On May 12, 2008, at 2:55 PM, Christopher Stawarz wrote:


There are other issues. How do you do a DNS lookup? How do you get process completion notification? Heck, how do you run a process?

These are valid questions that I'm not attempting to address with this proposal. So maybe the title of my spec should be "Extensions for Asynchronous I/O", since that's the only issue it deals with. I see these other issues as something for other specifications to address.

Surely you need DNS lookup to make a socket connection? Do you mean to provide that in an external library via a threadpool?

No, you don't need a whole new framework. You need libraries (for making HTTP requests, talking to databases, etc.) that are written to use the extensions the spec provides. These only need to be written once and can then be used with *any* server that supports the extensions.

You do need a framework. Using socket functions correctly (and portably) in non-blocking mode is not trivial.

Well, my claim would be that it's usually acceptable. Certainly sometimes it's not, which is where the use of an asynchronous server framework comes in handy.

I don't get how it's acceptable. If you spawn a separate thread for each request, then your server is no longer asynchronous. At that point, why not just save yourself some trouble and use Apache?

Well,

1) Using apache is certainly a valid option performance-wise. Apache is pretty fast (obviously not the fastest server ever, but pretty good...). So if it has the features/packaging you need, by all means, use it.

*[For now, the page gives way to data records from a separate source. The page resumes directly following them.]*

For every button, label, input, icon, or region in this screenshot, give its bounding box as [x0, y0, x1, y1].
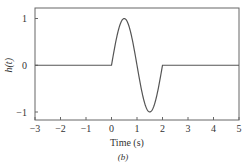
x-tick-label: 5 — [237, 123, 242, 134]
chart: −3−2−101234510−1Time (s)h(t)(b) — [0, 0, 243, 164]
x-tick-label: −1 — [81, 123, 92, 134]
y-tick-label: −1 — [16, 107, 27, 118]
x-tick-label: 0 — [109, 123, 114, 134]
x-tick-label: 3 — [186, 123, 191, 134]
y-axis-label: h(t) — [3, 57, 15, 72]
x-tick-label: 4 — [211, 123, 216, 134]
y-tick-label: 1 — [22, 13, 27, 24]
plot-area: −3−2−101234510−1Time (s)h(t)(b) — [3, 8, 242, 162]
y-tick-label: 0 — [22, 60, 27, 71]
figure-caption: (b) — [118, 152, 129, 162]
x-tick-label: 1 — [135, 123, 140, 134]
x-tick-label: −3 — [30, 123, 41, 134]
x-axis-label: Time (s) — [110, 137, 144, 149]
x-tick-label: 2 — [160, 123, 165, 134]
x-tick-label: −2 — [55, 123, 66, 134]
series-line-h-t — [35, 19, 239, 113]
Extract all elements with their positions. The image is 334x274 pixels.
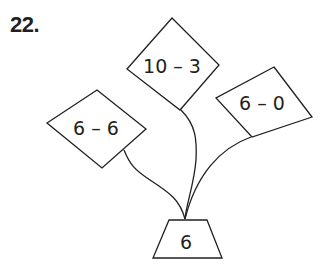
number-tree-diagram: 10 – 3 6 – 0 6 – 6 6 [0, 0, 334, 274]
leaf-right-expression: 6 – 0 [239, 92, 285, 114]
stem-top [181, 110, 196, 219]
leaf-top-expression: 10 – 3 [143, 55, 201, 77]
pot-value: 6 [180, 231, 192, 253]
stem-left [124, 150, 185, 219]
leaf-left-expression: 6 – 6 [73, 117, 119, 139]
stem-right [185, 137, 251, 219]
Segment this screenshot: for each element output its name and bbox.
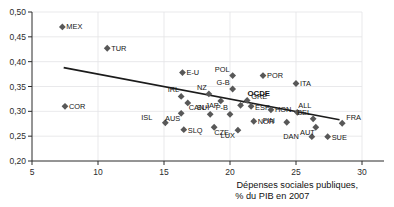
y-tick-label: 0,45 [9, 32, 26, 42]
y-tick-label: 0,30 [9, 106, 26, 116]
data-point-label: BEL [297, 108, 311, 117]
data-point-label: AUT [300, 128, 315, 137]
data-point-marker [104, 45, 111, 52]
data-point-label: G-B [216, 78, 229, 87]
data-point-label: IRL [168, 85, 180, 94]
x-axis-title-line1: Dépenses sociales publiques, [236, 180, 358, 190]
data-point-marker [235, 127, 242, 134]
x-tick-label: 20 [225, 167, 235, 177]
data-point-label: HON [275, 105, 291, 114]
y-tick-label: 0,25 [9, 131, 26, 141]
data-point-label: SLQ [188, 126, 203, 135]
data-point-marker [180, 126, 187, 133]
data-point-marker [59, 24, 66, 31]
data-point-marker [339, 120, 346, 127]
data-point-marker [250, 118, 257, 125]
data-point-label: AUS [165, 114, 180, 123]
data-point-label: FIN [263, 116, 275, 125]
data-point-marker [62, 103, 69, 110]
data-point-label: TUR [111, 44, 126, 53]
data-point-label: POL [215, 65, 230, 74]
data-point-label: ESP [255, 103, 270, 112]
data-point-marker [293, 80, 300, 87]
x-tick-label: 5 [30, 167, 35, 177]
data-point-label: SUE [332, 133, 347, 142]
y-tick-label: 0,35 [9, 82, 26, 92]
data-point-marker [283, 119, 290, 126]
data-point-label: P-B [216, 103, 228, 112]
data-point-marker [260, 72, 267, 79]
x-tick-label: 25 [291, 167, 301, 177]
chart-canvas: 0,200,250,300,350,400,450,5051015202530M… [0, 0, 394, 207]
data-point-label: MEX [66, 22, 82, 31]
y-tick-label: 0,40 [9, 57, 26, 67]
scatter-chart-figure: 0,200,250,300,350,400,450,5051015202530M… [0, 0, 394, 207]
data-point-label: LUX [221, 131, 235, 140]
data-point-label: POR [267, 71, 283, 80]
cropped-bottom-text [0, 202, 394, 207]
data-point-label: ISL [141, 113, 152, 122]
data-point-label: FRA [346, 113, 361, 122]
data-point-label: COR [69, 102, 85, 111]
y-tick-label: 0,20 [9, 156, 26, 166]
data-point-label: ITA [300, 79, 311, 88]
data-point-marker [179, 69, 186, 76]
data-point-label: E-U [186, 68, 199, 77]
x-tick-label: 10 [93, 167, 103, 177]
data-point-label: DAN [283, 132, 299, 141]
data-point-label: NZ [197, 83, 207, 92]
x-tick-label: 30 [357, 167, 367, 177]
data-point-marker [324, 133, 331, 140]
x-axis-title-line2: % du PIB en 2007 [235, 191, 309, 201]
x-tick-label: 15 [159, 167, 169, 177]
data-point-label: GRE [251, 92, 267, 101]
y-tick-label: 0,50 [9, 7, 26, 17]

The advantage IMO of python servers is that they're lighter- weight deployment-wise and more easily configurable by code. 2) If your app uses a database, you probably might as well just run it in a thread, because you're most likely going to use a blocking database API anyhow.
3) If your app does not make use of outgoing sockets, then
3a) If it also doesn't use wsgi.input, you could inform the WSGI server that it can just run the app not in a thread as it won't be blocking. 3b) If it does use wsgi.input, but doesn't need to read it incrementally, you could inform the server that it should pre-read the input and then run the app directly, not in a thread, as it won't be blocking.

If none of the above apply, that is: you do not use a database, you do use incremental reading of wsgi.input, or an outgoing socket connection, /then/ an async WSGI extension might be useful. I claim that will cover a small subset of WSGI apps.